A handful of gray dust, all that was left of Pepin, the father of Charlemagne, was flung to the wind, and one after another, Capetians, Valois, and Bourbons were dragged from the tomb and tumbled into a trench. On the pavement, one eye-witness says, rolled the heads of Louis XII and Francis I, of Marshal Turenne and of the great Constable Duguesclin.
For a short time the corpse of Henry IV, the most popular of all the long line of French kings, was respected. Embalmed with the best Italian skill, and so well preserved that the two fatal dagger wounds in the chest were still plainly visible, the body lay untouched for two days. Then some one shouted that Henry, like all the rest, had deceived the people, and his body, too, was flung into the trench.
After the Restoration an attempt was made to return the royal bodies to their tombs, but it was not altogether successful.
St. Swithin’s Troubled Rest.
If one passes from secular history to the legends of the saints, the exhumations become innumerable. It is, tradition asserts, on account of an attempt to remove the body of St. Swithin that we owe the prediction:
St. Swithun’s day, if thou dost rain,
For forty days it will remain:
St. Swithun’s day, if thou be fair,
For forty days ’twill rain na mair.
St. Swithin, chiefly notable for his mildness and humility, ordered that he should not be buried in his cathedral of Winchester, but in a “vile and unworthy place” among the common people in the churchyard. This the monks could not bring themselves to consider right, and on one July 15, they attempted to move the body of the bishop into the cathedral. But on that day and for forty days thereafter it rained so hard that they finally recognized in the weather the anger of the saint and abandoned their idea.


— WORK REQUIRED —
Every line below that has the string "Control" needs to be copied.

— DATA IN THIS EXERCISE —
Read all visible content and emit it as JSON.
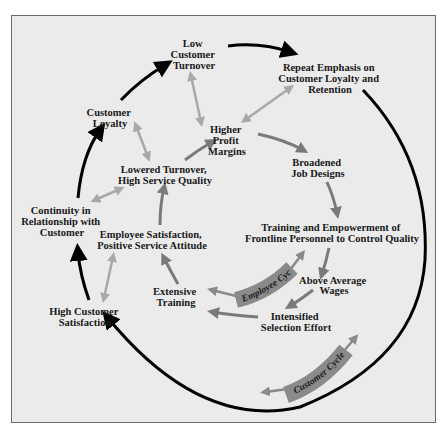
{
  "diagram": {
    "title": "",
    "colors": {
      "background": "#ebebeb",
      "frame_border": "#6a6a6a",
      "customer_cycle_arrow": "#000000",
      "employee_cycle_arrow": "#7a7a7a",
      "link_arrow": "#a8a8a8",
      "band_fill": "#8a8a8a",
      "text": "#1a1a1a"
    },
    "cycles": {
      "customer": {
        "label": "Customer Cycle"
      },
      "employee": {
        "label": "Employee Cycle"
      }
    },
    "nodes": {
      "low_customer_turnover": [
        "Low",
        "Customer",
        "Turnover"
      ],
      "repeat_emphasis": [
        "Repeat Emphasis on",
        "Customer Loyalty and",
        "Retention"
      ],
      "customer_loyalty": [
        "Customer",
        "Loyalty"
      ],
      "higher_profit_margins": [
        "Higher",
        "Profit",
        "Margins"
      ],
      "lowered_turnover": [
        "Lowered Turnover,",
        "High Service Quality"
      ],
      "broadened_job_designs": [
        "Broadened",
        "Job Designs"
      ],
      "continuity": [
        "Continuity in",
        "Relationship with",
        "Customer"
      ],
      "employee_satisfaction": [
        "Employee Satisfaction,",
        "Positive Service Attitude"
      ],
      "training_empowerment": [
        "Training and Empowerment of",
        "Frontline Personnel to Control Quality"
      ],
      "above_average_wages": [
        "Above Average",
        "Wages"
      ],
      "extensive_training": [
        "Extensive",
        "Training"
      ],
      "intensified_selection": [
        "Intensified",
        "Selection Effort"
      ],
      "high_customer_satisfaction": [
        "High Customer",
        "Satisfaction"
      ]
    },
    "customer_cycle_sequence": [
      "High Customer Satisfaction",
      "Continuity in Relationship with Customer",
      "Customer Loyalty",
      "Low Customer Turnover",
      "Repeat Emphasis on Customer Loyalty and Retention",
      "High Customer Satisfaction"
    ],
    "employee_cycle_sequence": [
      "Higher Profit Margins",
      "Broadened Job Designs",
      "Training and Empowerment of Frontline Personnel to Control Quality",
      "Above Average Wages",
      "Intensified Selection Effort",
      "Extensive Training",
      "Employee Satisfaction, Positive Service Attitude",
      "Lowered Turnover, High Service Quality",
      "Higher Profit Margins"
    ]
  }
}
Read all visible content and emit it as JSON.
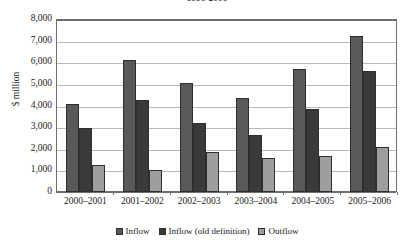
{
  "chart_data": {
    "type": "bar",
    "title": "1996-2006",
    "xlabel": "",
    "ylabel": "$ million",
    "ylim": [
      0,
      8000
    ],
    "ytick_step": 1000,
    "ytick_labels": [
      "0",
      "1,000",
      "2,000",
      "3,000",
      "4,000",
      "5,000",
      "6,000",
      "7,000",
      "8,000"
    ],
    "grid": true,
    "legend_position": "bottom",
    "categories": [
      "2000–2001",
      "2001–2002",
      "2002–2003",
      "2003–2004",
      "2004–2005",
      "2005–2006"
    ],
    "series": [
      {
        "name": "Inflow",
        "color": "#595959",
        "values": [
          4050,
          6120,
          5050,
          4350,
          5700,
          7230
        ]
      },
      {
        "name": "Inflow (old definition)",
        "color": "#3a3a3a",
        "values": [
          2950,
          4270,
          3180,
          2620,
          3820,
          5600
        ]
      },
      {
        "name": "Outflow",
        "color": "#9e9e9e",
        "values": [
          1250,
          1000,
          1870,
          1550,
          1650,
          2100
        ]
      }
    ]
  }
}
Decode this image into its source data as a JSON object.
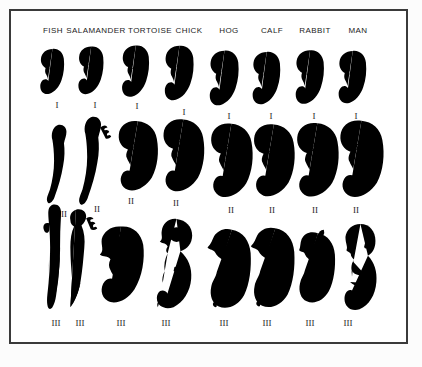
{
  "palette": {
    "background": "#fcfcfc",
    "frame_fill": "#ffffff",
    "frame_border": "#3a3a3a",
    "line_art": "#2b2b2b",
    "text": "#1c1c1c"
  },
  "figure": {
    "type": "comparative-embryology-grid",
    "columns": [
      {
        "id": "fish",
        "label": "FISH"
      },
      {
        "id": "salamander",
        "label": "SALAMANDER"
      },
      {
        "id": "tortoise",
        "label": "TORTOISE"
      },
      {
        "id": "chick",
        "label": "CHICK"
      },
      {
        "id": "hog",
        "label": "HOG"
      },
      {
        "id": "calf",
        "label": "CALF"
      },
      {
        "id": "rabbit",
        "label": "RABBIT"
      },
      {
        "id": "man",
        "label": "MAN"
      }
    ],
    "stages": [
      {
        "numeral": "I"
      },
      {
        "numeral": "II"
      },
      {
        "numeral": "III"
      }
    ]
  }
}
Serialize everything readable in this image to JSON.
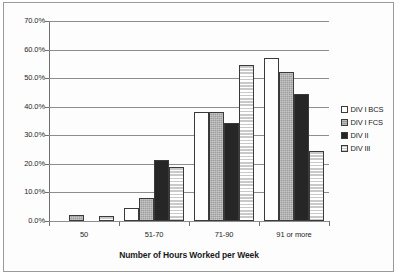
{
  "chart_data": {
    "type": "bar",
    "title": "",
    "xlabel": "Number of Hours Worked per Week",
    "ylabel": "",
    "categories": [
      "50",
      "51-70",
      "71-90",
      "91 or more"
    ],
    "series": [
      {
        "name": "DIV I BCS",
        "values": [
          0.0,
          4.5,
          38.0,
          57.2
        ],
        "swatch": "white"
      },
      {
        "name": "DIV I FCS",
        "values": [
          2.1,
          8.0,
          38.0,
          52.0
        ],
        "swatch": "gray"
      },
      {
        "name": "DIV II",
        "values": [
          0.0,
          21.3,
          34.2,
          44.6
        ],
        "swatch": "black"
      },
      {
        "name": "DIV III",
        "values": [
          1.8,
          18.8,
          54.5,
          24.6
        ],
        "swatch": "horizontal-stripes"
      }
    ],
    "ylim": [
      0,
      70
    ],
    "ytick_labels": [
      "0.0%",
      "10.0%",
      "20.0%",
      "30.0%",
      "40.0%",
      "50.0%",
      "60.0%",
      "70.0%"
    ],
    "ytick_values": [
      0,
      10,
      20,
      30,
      40,
      50,
      60,
      70
    ],
    "grid": true,
    "legend_position": "right"
  },
  "legend": {
    "entries": [
      {
        "label": "DIV I BCS"
      },
      {
        "label": "DIV I FCS"
      },
      {
        "label": "DIV II"
      },
      {
        "label": "DIV III"
      }
    ]
  },
  "axis": {
    "x_title": "Number of Hours Worked per Week"
  }
}
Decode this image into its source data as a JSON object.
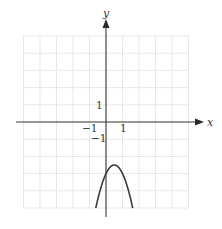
{
  "chart_data": {
    "type": "line",
    "title": "",
    "xlabel": "x",
    "ylabel": "y",
    "xlim": [
      -5,
      5
    ],
    "ylim": [
      -5,
      5
    ],
    "grid": true,
    "tick_labels": {
      "x": [
        {
          "value": -1,
          "label": "−1"
        },
        {
          "value": 1,
          "label": "1"
        }
      ],
      "y": [
        {
          "value": 1,
          "label": "1"
        },
        {
          "value": -1,
          "label": "−1"
        }
      ]
    },
    "series": [
      {
        "name": "downward parabola",
        "equation": "y = -2(x - 0.5)^2 - 2.5",
        "vertex": [
          0.5,
          -2.5
        ],
        "y_intercept": -3,
        "x": [
          -0.62,
          -0.4,
          -0.2,
          0,
          0.2,
          0.4,
          0.5,
          0.6,
          0.8,
          1.0,
          1.2,
          1.4,
          1.62
        ],
        "values": [
          -5.0,
          -4.12,
          -3.48,
          -3.0,
          -2.68,
          -2.52,
          -2.5,
          -2.52,
          -2.68,
          -3.0,
          -3.48,
          -4.12,
          -5.0
        ]
      }
    ],
    "legend": null
  },
  "labels": {
    "x_axis": "x",
    "y_axis": "y",
    "x_tick_neg1": "−1",
    "x_tick_1": "1",
    "y_tick_1": "1",
    "y_tick_neg1": "−1"
  },
  "colors": {
    "axis": "#3a3a3a",
    "grid": "#cfcfcf",
    "curve": "#3a3a3a"
  }
}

— EXERCISE RESPONSE —
        "Frontline Personnel to Control Quality"
      "Training and Empowerment of Frontline Personnel to Control Quality",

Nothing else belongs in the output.